In this opinion piece, Catherine de Clare, contributing literary editor at B&T looks at how the media coverage is shaping the narrative around Palestine.
Old men start wars, then young men fight them and die. There are plenty of historical big hitters- Albert Einstein, Winston Churchill, Herbert Hoover who have a quote that says something like that, but you don’t have to be a genius to recognise that the escalation of violence, meeting atrocities with atrocities, and the killing of thousands and thousands of civilians, mostly children who are not even aware of the conflict that they have been born into, is not going to solve anything.
A video of a protestor in Egypt lamenting to a CNN reporter the silencing of Palestinian voices has gone viral. The media and Western nations have been hamstrung by the crisis, terrified of making a wrong step, being seen as either an apologist or anti- Semitic, of being found to be taking sides. All the while a humanitarian crisis is unfolding before our eyes after which everyone will find themselves on the wrong side of history, an no-one will be able to claim that they didn’t see it coming.
It should not be impossible for news outlets or any of us to be able to state that the horrific attacks and hostage taking by Hamas on October 7 are atrocities, and that the killing and starving of Palestinian civilians and children in retribution does not make sense. The Gaza Strip has been occupied itself by the terrorist organisation Hamas and its Iranian backers, and Israel has kept a stranglehold on the area for decades. The roots of the problem are ancient and the solutions complex, but the world can not sit by while an area as densely packed and already deprived as the Gaza Strip is bombarded with bombs and there is no passage out of the area or humanitarian assistance, and basic supplies are cut off.
Israel’s lands have been hard won and it has a profound right to defend itself, but as IDF spokesperson R Arm Daniel Hagari has stated “the emphasis is on damage not on accuracy” when bombing the tiny strip. The families of the hostages are more concerned with getting their loved ones back.
The fear around saying the wrong thing and the silencing of the Palestinian narrative first came to recent prominence with the cancelling of Adania Shibli’s award ceremony at the Frankfurt Book Fair. It has gone further now with the removal of social media accounts that are posting about the horrors taking place on the ground. This only highlights the concern that citizens and governments around the world have about the power of Meta and it’s AI to craft and control the news. Others have found that their social media accounts are still active, but their posts are not being sent to their network and certainly not being promoted more widely, whereas posts with a conflicting tone or narrative are being pushed up by the algorithm. The same story is coming out on the ground, with people inside the war zone who have found themselves unable to contact the outside world, turning to Google Maps to send brief calls for help and messages of protest by changing the names of homes and businesses on their streets. The media should be serving these people a little better, and there has never been a more important time for a robust and truth telling fourth estate. A war and the rise of AI are a terrifying clash.
Thankfully at the Ubud Writers Festival (LEAD) last week discussion was free flowing and the Gaza crisis was discussed from all angles at a number of sessions. One in particular showcased the commentators and writers Michael Vatikiotis and Antony Lowenstein in a thoughtful conversation with Kirsti Melville. Lowenstein’s book the Palestine Laboratory goes some way to explain the roots of the conflict, and the complicated relationship many countries have with the spy technology and weapons industries from the region, in the name of their own security amongst other agendas, which in turn is another screw tightening the loss of press freedom. Vatiokitis book Lives Between the Lines reveals what has been lost over a much great time frame and maybe what could be again. It harks back to a period that seems further away than ever, “where the Middle East was a place of ethnic and cultural harmony – where Arabs and Jews rubbed shoulders in bazaars and teashops, intermarried and shared family history”.
He recalls through his family history how this borderless idea became covered in lines and violently separated various groups including his family members geographically, religiously and politically. The further we go into the conflict and the more cross generational hate that is seeded, a one, two or twenty-two state solution only gets further away, while present, and future terrorist organisations yet to be born, rub their hands in glee. The powers that be, the old men that start wars, are their very best recruiting agents.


__Task goal__. Scan the material that follows. Copy every line containing the word "millilamberts".

__Dataset content__.
■ ■ ■ ■ ■
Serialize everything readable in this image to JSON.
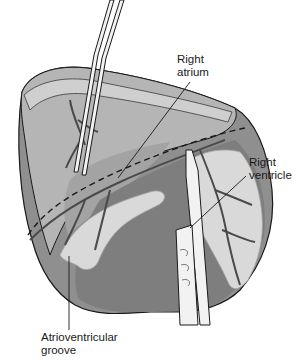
{
  "figure": {
    "type": "anatomical illustration",
    "colors": {
      "background": "#ffffff",
      "muscle": "#8f8f8f",
      "muscle_dark": "#6e6e6e",
      "fat": "#d9d9d9",
      "fat_outline": "#a8a8a8",
      "vessel": "#4a4a4a",
      "line": "#1a1a1a",
      "instrument": "#f2f2f2"
    },
    "labels": {
      "right_atrium": "Right\natrium",
      "right_ventricle": "Right\nventricle",
      "atrioventricular_groove": "Atrioventricular\ngroove"
    }
  }
}
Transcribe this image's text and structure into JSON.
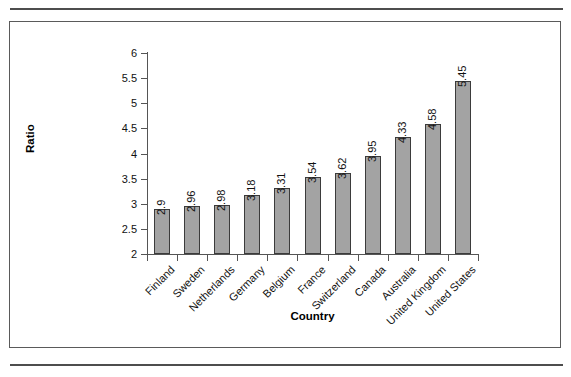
{
  "figure": {
    "frame_border_color": "#5a5a5a",
    "rule_color": "#4d4d4d",
    "background": "#ffffff"
  },
  "chart_data": {
    "type": "bar",
    "title": "",
    "xlabel": "Country",
    "ylabel": "Ratio",
    "ylim": [
      2,
      6
    ],
    "y_ticks": [
      "2",
      "2.5",
      "3",
      "3.5",
      "4",
      "4.5",
      "5",
      "5.5",
      "6"
    ],
    "y_tick_values": [
      2,
      2.5,
      3,
      3.5,
      4,
      4.5,
      5,
      5.5,
      6
    ],
    "grid": false,
    "legend": "none",
    "bar_color": "#a3a3a3",
    "bar_border_color": "#3b3b3b",
    "value_label_rotation": "-90",
    "category_label_rotation": "-45",
    "categories": [
      "Finland",
      "Sweden",
      "Netherlands",
      "Germany",
      "Belgium",
      "France",
      "Switzerland",
      "Canada",
      "Australia",
      "United Kingdom",
      "United States"
    ],
    "values": [
      2.9,
      2.96,
      2.98,
      3.18,
      3.31,
      3.54,
      3.62,
      3.95,
      4.33,
      4.58,
      5.45
    ],
    "value_labels": [
      "2.9",
      "2.96",
      "2.98",
      "3.18",
      "3.31",
      "3.54",
      "3.62",
      "3.95",
      "4.33",
      "4.58",
      "5.45"
    ]
  }
}
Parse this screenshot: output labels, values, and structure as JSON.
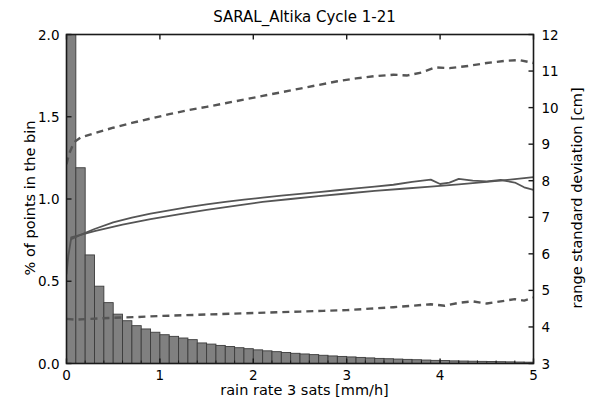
{
  "chart_data": {
    "type": "bar",
    "title": "SARAL_Altika Cycle 1-21",
    "xlabel": "rain rate 3 sats [mm/h]",
    "ylabel": "% of points in the bin",
    "ylabel_right": "range standard deviation [cm]",
    "xlim": [
      0,
      5
    ],
    "ylim": [
      0.0,
      2.0
    ],
    "ylim_right": [
      3,
      12
    ],
    "xticks": [
      0,
      1,
      2,
      3,
      4,
      5
    ],
    "xticklabels": [
      "0",
      "1",
      "2",
      "3",
      "4",
      "5"
    ],
    "yticks": [
      0.0,
      0.5,
      1.0,
      1.5,
      2.0
    ],
    "yticklabels": [
      "0.0",
      "0.5",
      "1.0",
      "1.5",
      "2.0"
    ],
    "yticks_right": [
      3,
      4,
      5,
      6,
      7,
      8,
      9,
      10,
      11,
      12
    ],
    "yticklabels_right": [
      "3",
      "4",
      "5",
      "6",
      "7",
      "8",
      "9",
      "10",
      "11",
      "12"
    ],
    "grid": false,
    "legend": null,
    "bar_color": "#808080",
    "bar_edge_color": "#3c3c3c",
    "line_color": "#555555",
    "bar_width": 0.1,
    "categories": [
      0.05,
      0.15,
      0.25,
      0.35,
      0.45,
      0.55,
      0.65,
      0.75,
      0.85,
      0.95,
      1.05,
      1.15,
      1.25,
      1.35,
      1.45,
      1.55,
      1.65,
      1.75,
      1.85,
      1.95,
      2.05,
      2.15,
      2.25,
      2.35,
      2.45,
      2.55,
      2.65,
      2.75,
      2.85,
      2.95,
      3.05,
      3.15,
      3.25,
      3.35,
      3.45,
      3.55,
      3.65,
      3.75,
      3.85,
      3.95,
      4.05,
      4.15,
      4.25,
      4.35,
      4.45,
      4.55,
      4.65,
      4.75,
      4.85,
      4.95
    ],
    "values": [
      3.95,
      1.19,
      0.66,
      0.47,
      0.37,
      0.3,
      0.26,
      0.23,
      0.21,
      0.19,
      0.175,
      0.165,
      0.155,
      0.145,
      0.125,
      0.118,
      0.11,
      0.103,
      0.096,
      0.09,
      0.083,
      0.077,
      0.072,
      0.067,
      0.062,
      0.058,
      0.054,
      0.05,
      0.046,
      0.043,
      0.04,
      0.037,
      0.034,
      0.031,
      0.029,
      0.027,
      0.025,
      0.023,
      0.021,
      0.019,
      0.018,
      0.016,
      0.015,
      0.014,
      0.013,
      0.012,
      0.011,
      0.01,
      0.009,
      0.008
    ],
    "series": [
      {
        "name": "mean range std (smooth)",
        "style": "solid",
        "axis": "right",
        "x": [
          0.05,
          0.3,
          0.6,
          0.9,
          1.2,
          1.5,
          1.8,
          2.1,
          2.4,
          2.7,
          3.0,
          3.3,
          3.6,
          3.9,
          4.2,
          4.5,
          4.75,
          5.0
        ],
        "y": [
          6.45,
          6.62,
          6.8,
          6.95,
          7.08,
          7.2,
          7.31,
          7.42,
          7.5,
          7.58,
          7.65,
          7.72,
          7.78,
          7.84,
          7.9,
          7.97,
          8.03,
          8.1
        ]
      },
      {
        "name": "mean range std (binned)",
        "style": "solid",
        "axis": "right",
        "x": [
          0.05,
          0.15,
          0.3,
          0.5,
          0.7,
          0.9,
          1.1,
          1.3,
          1.5,
          1.7,
          1.9,
          2.1,
          2.3,
          2.5,
          2.7,
          2.9,
          3.1,
          3.3,
          3.5,
          3.7,
          3.9,
          4.0,
          4.1,
          4.2,
          4.35,
          4.5,
          4.65,
          4.8,
          4.9,
          5.0
        ],
        "y": [
          6.4,
          6.52,
          6.68,
          6.86,
          6.99,
          7.1,
          7.19,
          7.28,
          7.35,
          7.42,
          7.48,
          7.54,
          7.59,
          7.64,
          7.69,
          7.74,
          7.79,
          7.84,
          7.89,
          7.97,
          8.03,
          7.91,
          7.95,
          8.05,
          8.0,
          7.98,
          8.02,
          7.95,
          7.82,
          7.75
        ]
      },
      {
        "name": "lead-in segment",
        "style": "solid",
        "axis": "right",
        "x": [
          0.0,
          0.02,
          0.05
        ],
        "y": [
          5.45,
          5.95,
          6.42
        ]
      },
      {
        "name": "upper percentile",
        "style": "dashed",
        "axis": "right",
        "x": [
          0.0,
          0.03,
          0.08,
          0.15,
          0.3,
          0.5,
          0.7,
          0.9,
          1.1,
          1.3,
          1.5,
          1.7,
          1.9,
          2.1,
          2.3,
          2.5,
          2.7,
          2.9,
          3.1,
          3.3,
          3.5,
          3.65,
          3.8,
          3.95,
          4.1,
          4.3,
          4.5,
          4.7,
          4.85,
          5.0
        ],
        "y": [
          8.45,
          8.75,
          9.05,
          9.18,
          9.3,
          9.45,
          9.58,
          9.7,
          9.82,
          9.93,
          10.02,
          10.12,
          10.22,
          10.32,
          10.42,
          10.52,
          10.62,
          10.72,
          10.8,
          10.86,
          10.9,
          10.88,
          10.96,
          11.1,
          11.08,
          11.14,
          11.22,
          11.28,
          11.3,
          11.22
        ]
      },
      {
        "name": "lower percentile",
        "style": "dashed",
        "axis": "right",
        "x": [
          0.0,
          0.1,
          0.25,
          0.5,
          0.75,
          1.0,
          1.25,
          1.5,
          1.75,
          2.0,
          2.25,
          2.5,
          2.75,
          3.0,
          3.25,
          3.5,
          3.7,
          3.9,
          4.05,
          4.2,
          4.35,
          4.5,
          4.65,
          4.8,
          4.9,
          5.0
        ],
        "y": [
          4.22,
          4.2,
          4.22,
          4.25,
          4.27,
          4.3,
          4.32,
          4.34,
          4.36,
          4.38,
          4.4,
          4.42,
          4.44,
          4.46,
          4.5,
          4.54,
          4.58,
          4.62,
          4.58,
          4.66,
          4.7,
          4.64,
          4.7,
          4.76,
          4.72,
          4.8
        ]
      }
    ]
  }
}
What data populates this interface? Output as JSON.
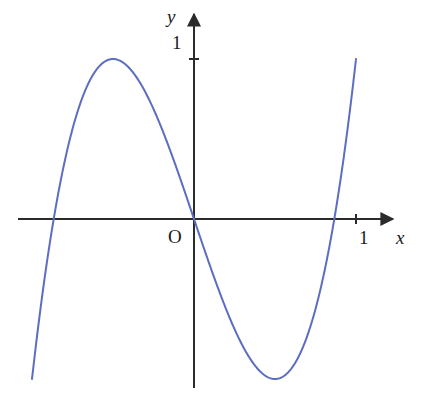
{
  "figure": {
    "title": "",
    "background_color": "#ffffff",
    "width": 425,
    "height": 395
  },
  "axes": {
    "x_axis": {
      "label": "x",
      "arrow": true,
      "color": "#2b2b2b",
      "tick_labels": [
        "1"
      ],
      "tick_values": [
        1
      ]
    },
    "y_axis": {
      "label": "y",
      "arrow": true,
      "color": "#2b2b2b",
      "tick_labels": [
        "1"
      ],
      "tick_values": [
        1
      ]
    },
    "origin_label": "O"
  },
  "chart_data": {
    "type": "line",
    "title": "",
    "xlabel": "x",
    "ylabel": "y",
    "xlim": [
      -1.0,
      1.0
    ],
    "ylim": [
      -1.0,
      1.0
    ],
    "grid": false,
    "legend": false,
    "curve_color": "#5b6ec0",
    "curve_width": 2,
    "parametric": {
      "x_expression": "cos(t)",
      "y_expression": "cos(3t)",
      "t_range": [
        0,
        6.283185307179586
      ]
    },
    "key_points": [
      {
        "label": "left-extreme",
        "x": -1.0,
        "y": 0.0
      },
      {
        "label": "left-upper-peak",
        "x": -0.86,
        "y": 1.0
      },
      {
        "label": "left-zero-crossing",
        "x": -0.475,
        "y": 0.0
      },
      {
        "label": "center-upper-peak",
        "x": 0.0,
        "y": 1.0
      },
      {
        "label": "right-zero-crossing",
        "x": 0.47,
        "y": 0.0
      },
      {
        "label": "right-upper-peak",
        "x": 0.83,
        "y": 1.0
      },
      {
        "label": "right-extreme",
        "x": 1.0,
        "y": 0.0
      },
      {
        "label": "center-lower-trough",
        "x": 0.0,
        "y": -1.0
      },
      {
        "label": "left-lower-trough",
        "x": -0.86,
        "y": -1.0
      },
      {
        "label": "right-lower-trough",
        "x": 0.83,
        "y": -1.0
      }
    ],
    "series": [
      {
        "name": "lissajous",
        "x": [
          -1.0,
          -0.98,
          -0.95,
          -0.92,
          -0.89,
          -0.86,
          -0.83,
          -0.8,
          -0.76,
          -0.72,
          -0.68,
          -0.64,
          -0.6,
          -0.56,
          -0.52,
          -0.475,
          -0.43,
          -0.39,
          -0.34,
          -0.3,
          -0.25,
          -0.2,
          -0.15,
          -0.1,
          -0.05,
          0.0,
          0.05,
          0.1,
          0.15,
          0.2,
          0.25,
          0.3,
          0.34,
          0.39,
          0.43,
          0.47,
          0.52,
          0.56,
          0.6,
          0.64,
          0.68,
          0.72,
          0.76,
          0.8,
          0.83,
          0.86,
          0.89,
          0.92,
          0.95,
          0.98,
          1.0
        ],
        "y_upper": [
          0.0,
          0.35,
          0.62,
          0.8,
          0.93,
          1.0,
          0.98,
          0.9,
          0.76,
          0.6,
          0.43,
          0.26,
          0.1,
          -0.05,
          -0.2,
          0.0,
          0.2,
          0.36,
          0.53,
          0.65,
          0.77,
          0.86,
          0.93,
          0.97,
          0.99,
          1.0,
          0.99,
          0.97,
          0.93,
          0.86,
          0.77,
          0.65,
          0.53,
          0.36,
          0.2,
          0.0,
          0.2,
          0.36,
          0.5,
          0.64,
          0.77,
          0.87,
          0.95,
          0.99,
          1.0,
          0.96,
          0.87,
          0.72,
          0.5,
          0.25,
          0.0
        ]
      }
    ]
  }
}
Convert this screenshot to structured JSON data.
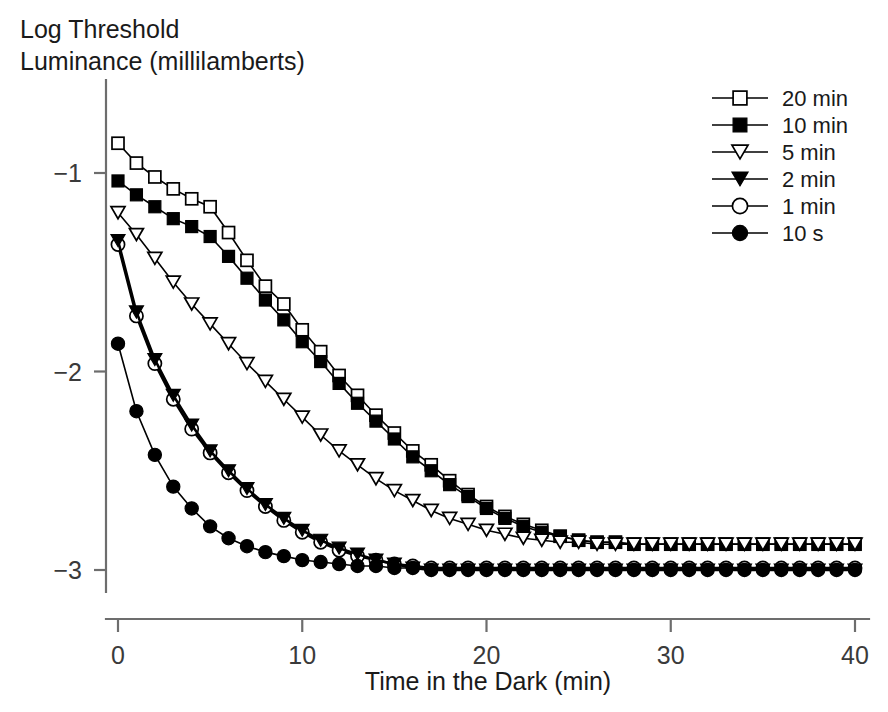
{
  "chart_data": {
    "type": "line",
    "title": "",
    "xlabel": "Time in the Dark (min)",
    "ylabel": "Log Threshold Luminance (millilamberts)",
    "ylabel_line1": "Log Threshold",
    "ylabel_line2": "Luminance (millilamberts)",
    "xlim": [
      0,
      40
    ],
    "ylim": [
      -3.15,
      -0.55
    ],
    "xticks": [
      0,
      10,
      20,
      30,
      40
    ],
    "xtick_labels": [
      "0",
      "10",
      "20",
      "30",
      "40"
    ],
    "yticks": [
      -1,
      -2,
      -3
    ],
    "ytick_labels": [
      "−1",
      "−2",
      "−3"
    ],
    "grid": false,
    "legend_position": "top-right",
    "x": [
      0,
      1,
      2,
      3,
      4,
      5,
      6,
      7,
      8,
      9,
      10,
      11,
      12,
      13,
      14,
      15,
      16,
      17,
      18,
      19,
      20,
      21,
      22,
      23,
      24,
      25,
      26,
      27,
      28,
      29,
      30,
      31,
      32,
      33,
      34,
      35,
      36,
      37,
      38,
      39,
      40
    ],
    "series": [
      {
        "name": "20 min",
        "marker": "square-open",
        "marker_fill": "#ffffff",
        "marker_stroke": "#000000",
        "line_color": "#000000",
        "values": [
          -0.85,
          -0.95,
          -1.02,
          -1.08,
          -1.13,
          -1.17,
          -1.3,
          -1.44,
          -1.57,
          -1.66,
          -1.79,
          -1.9,
          -2.02,
          -2.12,
          -2.22,
          -2.31,
          -2.4,
          -2.47,
          -2.55,
          -2.62,
          -2.68,
          -2.73,
          -2.77,
          -2.8,
          -2.83,
          -2.85,
          -2.86,
          -2.86,
          -2.87,
          -2.87,
          -2.87,
          -2.87,
          -2.87,
          -2.87,
          -2.87,
          -2.87,
          -2.87,
          -2.87,
          -2.87,
          -2.87,
          -2.87
        ]
      },
      {
        "name": "10 min",
        "marker": "square-filled",
        "marker_fill": "#000000",
        "marker_stroke": "#000000",
        "line_color": "#000000",
        "values": [
          -1.04,
          -1.11,
          -1.17,
          -1.23,
          -1.27,
          -1.32,
          -1.42,
          -1.53,
          -1.64,
          -1.74,
          -1.85,
          -1.95,
          -2.06,
          -2.16,
          -2.25,
          -2.34,
          -2.43,
          -2.5,
          -2.57,
          -2.63,
          -2.69,
          -2.74,
          -2.78,
          -2.81,
          -2.83,
          -2.85,
          -2.86,
          -2.86,
          -2.87,
          -2.87,
          -2.87,
          -2.87,
          -2.87,
          -2.87,
          -2.87,
          -2.87,
          -2.87,
          -2.87,
          -2.87,
          -2.87,
          -2.87
        ]
      },
      {
        "name": "5 min",
        "marker": "triangle-down-open",
        "marker_fill": "#ffffff",
        "marker_stroke": "#000000",
        "line_color": "#000000",
        "values": [
          -1.2,
          -1.31,
          -1.43,
          -1.55,
          -1.66,
          -1.76,
          -1.86,
          -1.96,
          -2.05,
          -2.14,
          -2.23,
          -2.32,
          -2.4,
          -2.47,
          -2.54,
          -2.6,
          -2.65,
          -2.7,
          -2.74,
          -2.77,
          -2.8,
          -2.82,
          -2.84,
          -2.85,
          -2.86,
          -2.86,
          -2.87,
          -2.87,
          -2.87,
          -2.87,
          -2.87,
          -2.87,
          -2.87,
          -2.87,
          -2.87,
          -2.87,
          -2.87,
          -2.87,
          -2.87,
          -2.87,
          -2.87
        ]
      },
      {
        "name": "2 min",
        "marker": "triangle-down-filled",
        "marker_fill": "#000000",
        "marker_stroke": "#000000",
        "line_color": "#000000",
        "values": [
          -1.34,
          -1.7,
          -1.94,
          -2.12,
          -2.27,
          -2.4,
          -2.5,
          -2.59,
          -2.67,
          -2.74,
          -2.8,
          -2.85,
          -2.89,
          -2.92,
          -2.95,
          -2.97,
          -2.99,
          -3.0,
          -3.0,
          -3.0,
          -3.0,
          -3.0,
          -3.0,
          -3.0,
          -3.0,
          -3.0,
          -3.0,
          -3.0,
          -3.0,
          -3.0,
          -3.0,
          -3.0,
          -3.0,
          -3.0,
          -3.0,
          -3.0,
          -3.0,
          -3.0,
          -3.0,
          -3.0,
          -3.0
        ]
      },
      {
        "name": "1 min",
        "marker": "circle-open",
        "marker_fill": "#ffffff",
        "marker_stroke": "#000000",
        "line_color": "#000000",
        "values": [
          -1.36,
          -1.72,
          -1.96,
          -2.14,
          -2.29,
          -2.41,
          -2.51,
          -2.6,
          -2.68,
          -2.75,
          -2.81,
          -2.86,
          -2.9,
          -2.93,
          -2.95,
          -2.97,
          -2.98,
          -2.99,
          -2.99,
          -2.99,
          -2.99,
          -2.99,
          -2.99,
          -2.99,
          -2.99,
          -2.99,
          -2.99,
          -2.99,
          -2.99,
          -2.99,
          -2.99,
          -2.99,
          -2.99,
          -2.99,
          -2.99,
          -2.99,
          -2.99,
          -2.99,
          -2.99,
          -2.99,
          -2.99
        ]
      },
      {
        "name": "10 s",
        "marker": "circle-filled",
        "marker_fill": "#000000",
        "marker_stroke": "#000000",
        "line_color": "#000000",
        "values": [
          -1.86,
          -2.2,
          -2.42,
          -2.58,
          -2.69,
          -2.78,
          -2.84,
          -2.88,
          -2.91,
          -2.93,
          -2.95,
          -2.96,
          -2.97,
          -2.98,
          -2.98,
          -2.99,
          -2.99,
          -3.0,
          -3.0,
          -3.0,
          -3.0,
          -3.0,
          -3.0,
          -3.0,
          -3.0,
          -3.0,
          -3.0,
          -3.0,
          -3.0,
          -3.0,
          -3.0,
          -3.0,
          -3.0,
          -3.0,
          -3.0,
          -3.0,
          -3.0,
          -3.0,
          -3.0,
          -3.0,
          -3.0
        ]
      }
    ]
  },
  "legend": {
    "items": [
      {
        "label": "20 min",
        "marker": "square-open"
      },
      {
        "label": "10 min",
        "marker": "square-filled"
      },
      {
        "label": "5 min",
        "marker": "triangle-down-open"
      },
      {
        "label": "2 min",
        "marker": "triangle-down-filled"
      },
      {
        "label": "1 min",
        "marker": "circle-open"
      },
      {
        "label": "10 s",
        "marker": "circle-filled"
      }
    ]
  },
  "colors": {
    "background": "#ffffff",
    "axis": "#6d6d6d",
    "ink": "#000000",
    "text": "#1a1a1a"
  }
}
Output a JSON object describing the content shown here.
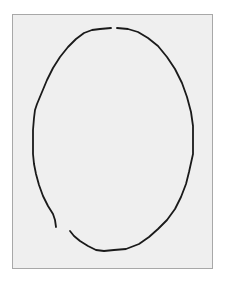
■ ■ ■ ■ ■
__Answer section__.
    "ylabel": "Log Threshold Luminance (millilamberts)",
    "ylabel_line2": "Luminance (millilamberts)",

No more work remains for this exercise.